Infants born preterm have reduced autonomic function compared with their full-term peers and also face possible serious neurodevelopmental impairment later in life. But is there a difference in autonomic nervous system function for full-term babies after undergoing labor compared with infants delivered via cesarean section (C-section)?

A team from the Children’s National Inova Collaborative Research Program (CNICA) – a research collaboration between Children’s National in Washington, D.C., and Inova Women’s and Children’s Hospital in Virginia – set out to answer that question in a paper published online July 30, 2019, in Scientific Reports.

They enrolled newborns who had experienced normal, full-term pregnancies and recorded their brain function and heart performance when they were about 2 days old. Infants whose conditions were fragile enough to require observation in the neonatal intensive care unit were excluded from the study. Of 167 infants recruited for the prospective cohort study, 118 newborns had sufficiently robust data to include them in the research.  Of these newborns:

  • 62 (52.5%) were born by vaginal delivery
  • 22 (18.6%) started out with vaginal delivery but ultimately switched to C-section based on failure to progress, failed labor induction or fetal intolerance to labor
  • And 34 (28.8%) were born by elective C-section.

The CNICA research team swaddled infants for comfort and slipped electrode nets over their tiny heads to simultaneously measure heart rate variability and electrocortical function through non-invasive techniques. The team hypothesized that infants who had been exposed to labor would have enhanced autonomic tone and higher cortical electroencephalogram (EEG) power than babies born via C-section.

“In a low-risk group of babies born full-term, the autonomic nervous system and cortical systems appear to function well regardless of whether infants were exposed to labor prior to birth,” says Sarah B. Mulkey, M.D., Ph.D., a fetalneonatal neurologist in the Division of Fetal and Transitional Medicine at Children’s National and the study’s lead author.

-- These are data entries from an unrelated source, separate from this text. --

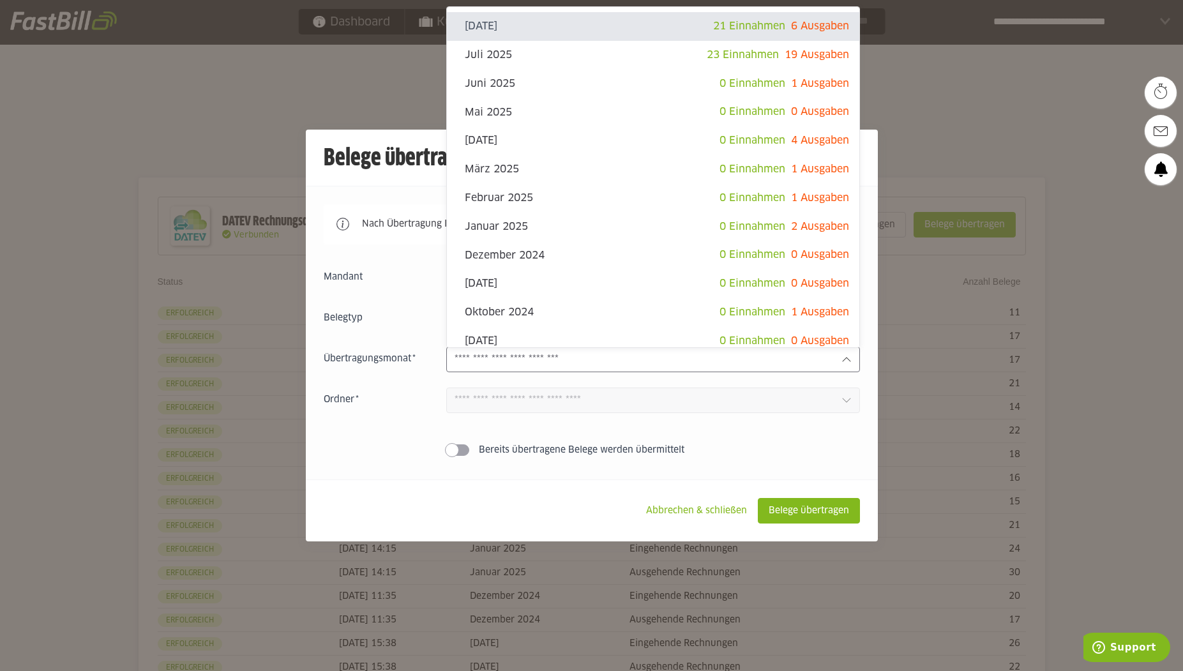  Describe the element at coordinates (653, 255) in the screenshot. I see `sl-option: Dezember 2024` at that location.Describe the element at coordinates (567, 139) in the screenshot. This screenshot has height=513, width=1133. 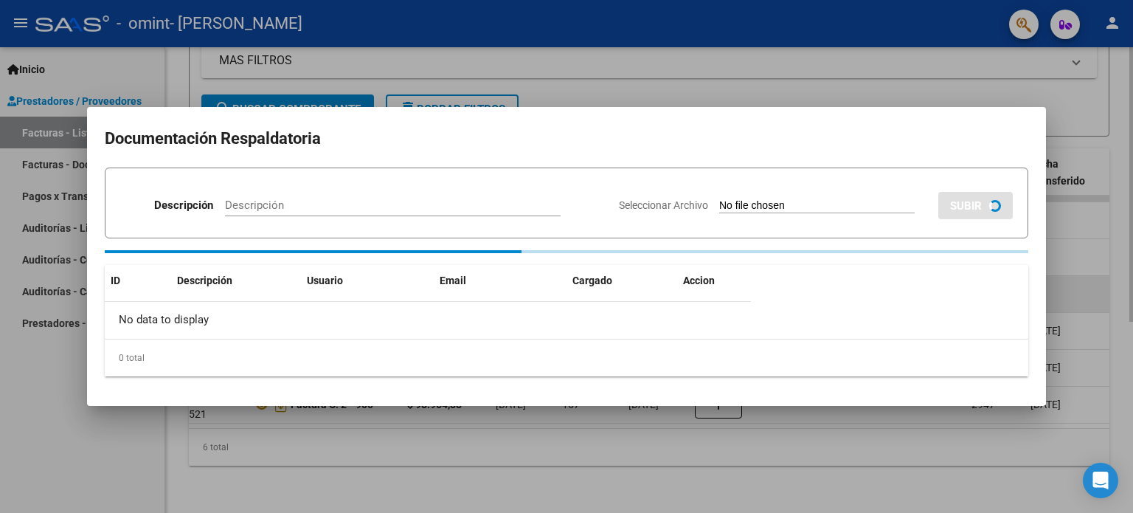
I see `h2: Documentación Respaldatoria` at that location.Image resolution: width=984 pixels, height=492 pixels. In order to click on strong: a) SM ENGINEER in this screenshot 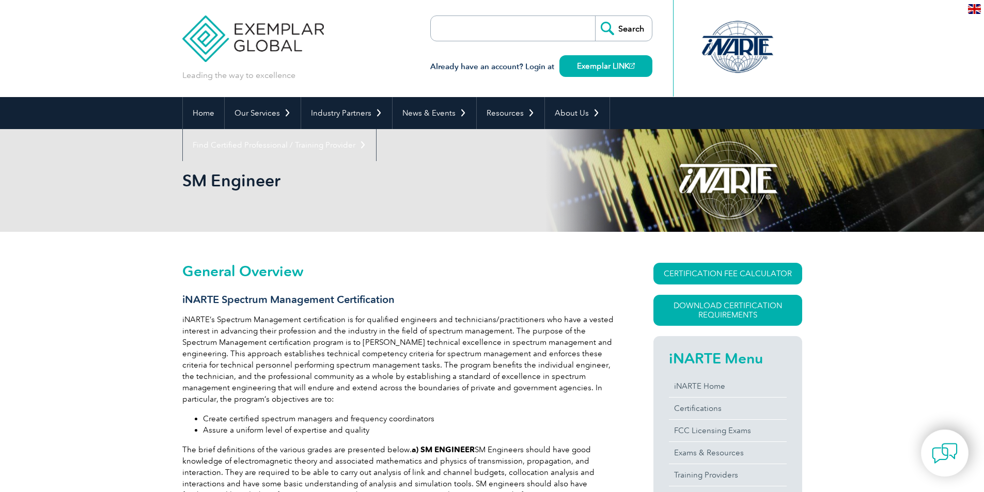, I will do `click(443, 450)`.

However, infants born by C-section following a period of labor had significantly increased accelerations in their heart rates. And the infants born by C-section during labor had significantly lower relative gamma frequency EEG at 25.2 hours old compared with the other two groups studied.

“Together these findings point to a possible increased stress response and arousal difference in infants who started with vaginal delivery and finished delivery with C-section,” Dr. Mulkey says. “There is so little published research about the neurologic impacts of the mode of delivery, so our work helps to provide a normal reference point for future studies looking at high-risk infants, including babies born preterm.”

Because the research team saw little differences in autonomic tone or other EEG frequencies when the infants were 1 day old, future research will explore these measures at different points in the newborns’ early life as well as the role of the sleep-wake cycle on heart rate variability.

In addition to Dr. Mulkey, study co-authors include Srinivas Kota, Ph.D., Rathinaswamy B. Govindan, Ph.D., Tareq Al-Shargabi, MSc, Christopher B. Swisher, BS, Laura Hitchings, BScM, Stephanie Russo, BS, Nicole Herrera, MPH, Robert McCarter, ScD, and Senior Author Adré  J. du Plessis, M.B.Ch.B., MPH, all of Children’s National; and Augustine Eze Jr., MS, G. Larry Maxwell, M.D., and Robin Baker, M.D., all of Inova Women’s and Children’s Hospital.

Financial support for research described in this post was provided by the National Institutes of Health National Center for Advancing Translational Sciences under award numbers UL1TR001876 and KL2TR001877.